◆ Requirement ◆
Please print the line that holds "The image size is (1514, 852)." and each line after it to the end of the data, word for word, without any pictures.

◆ Records provided ◆
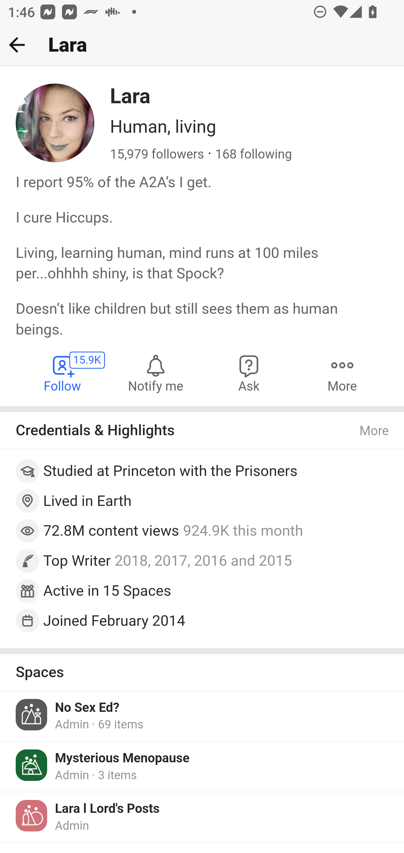 This screenshot has height=853, width=404. What do you see at coordinates (374, 430) in the screenshot?
I see `More` at bounding box center [374, 430].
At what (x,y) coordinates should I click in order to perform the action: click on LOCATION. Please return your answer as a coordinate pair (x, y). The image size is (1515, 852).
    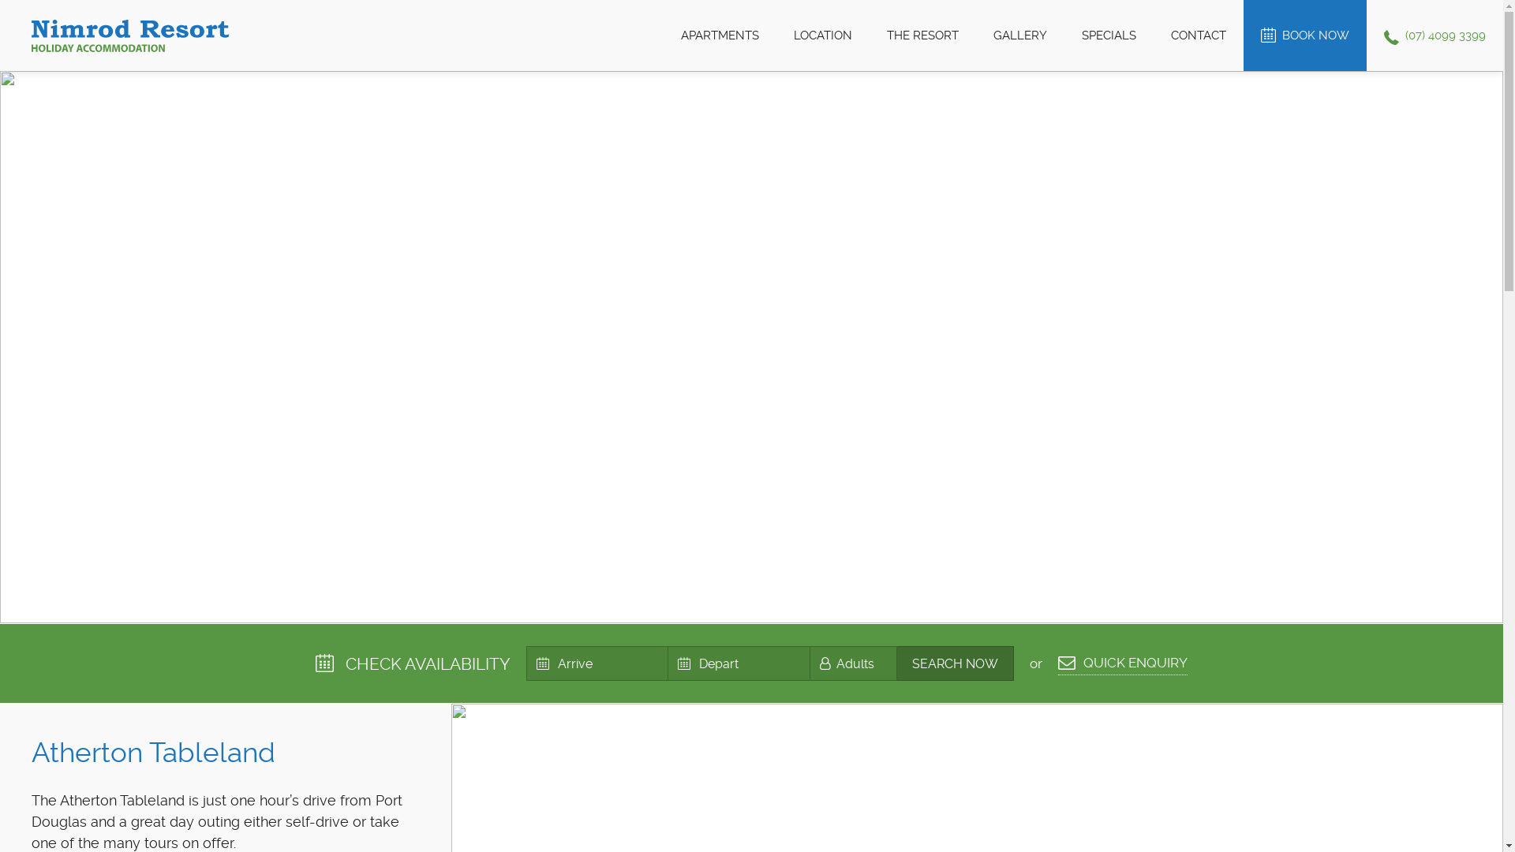
    Looking at the image, I should click on (822, 36).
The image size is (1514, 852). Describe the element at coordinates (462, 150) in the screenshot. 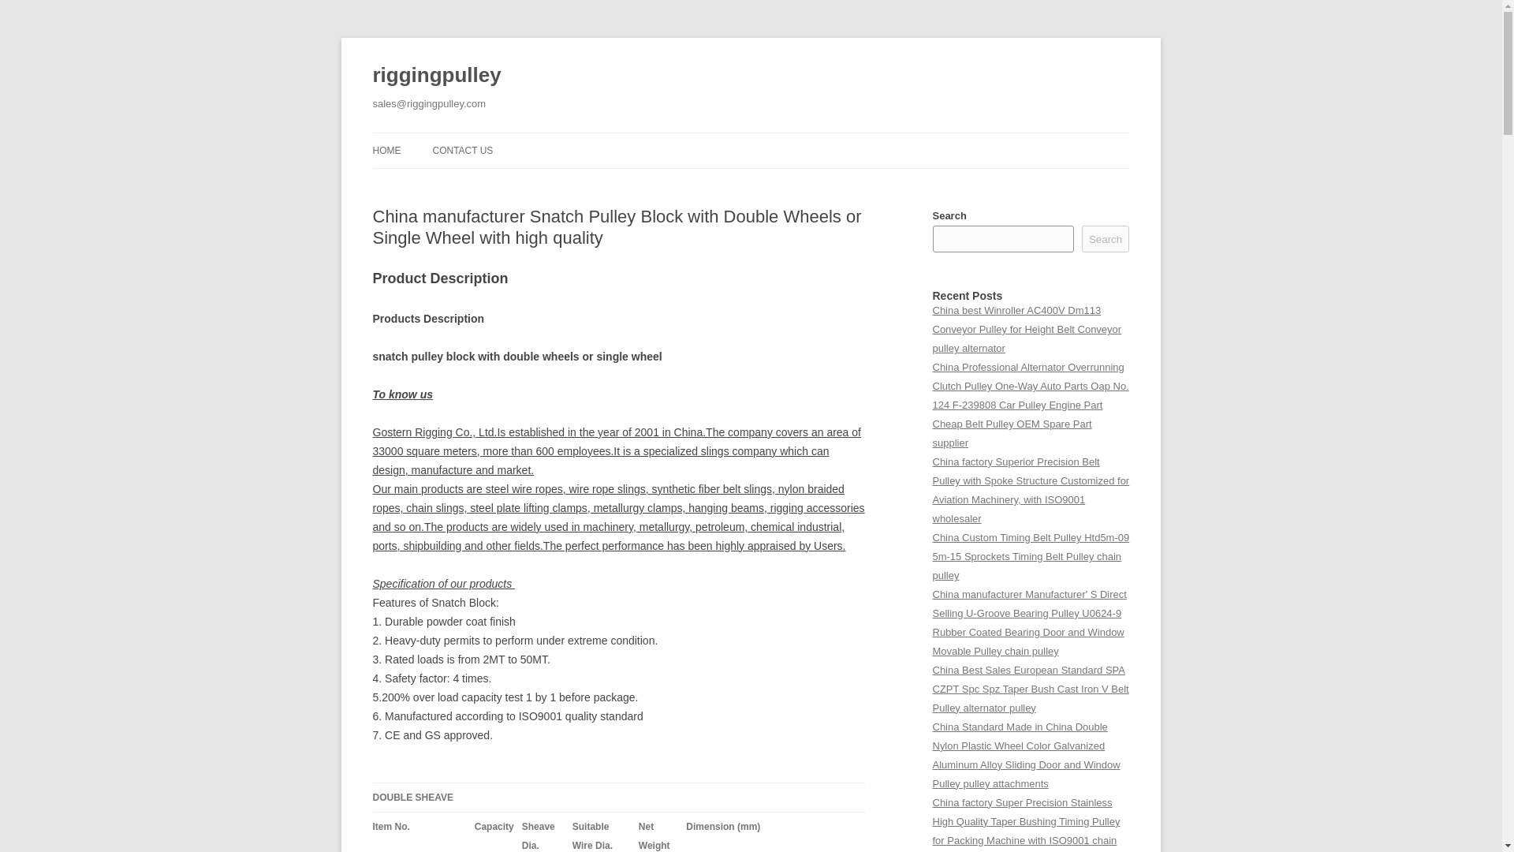

I see `CONTACT US` at that location.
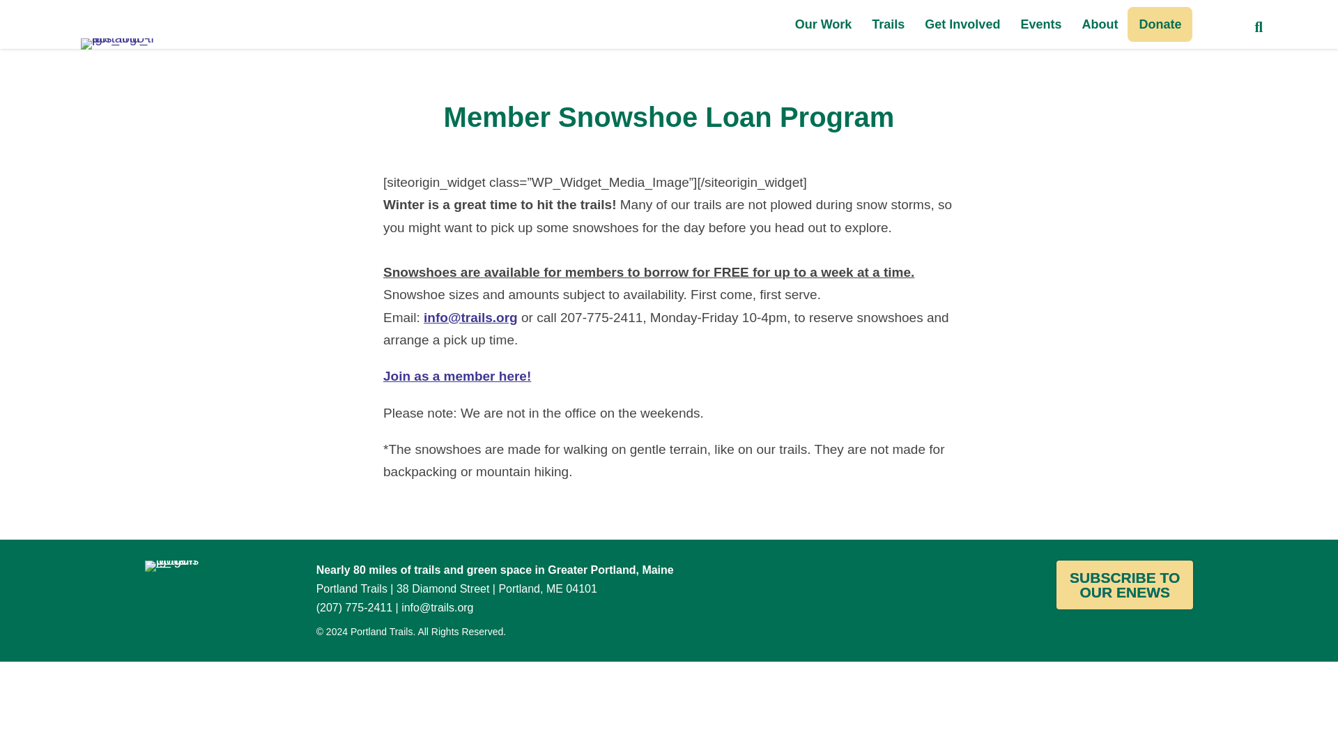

◆ Response ◆
The image size is (1514, 852). Describe the element at coordinates (462, 150) in the screenshot. 

I see `CONTACT US` at that location.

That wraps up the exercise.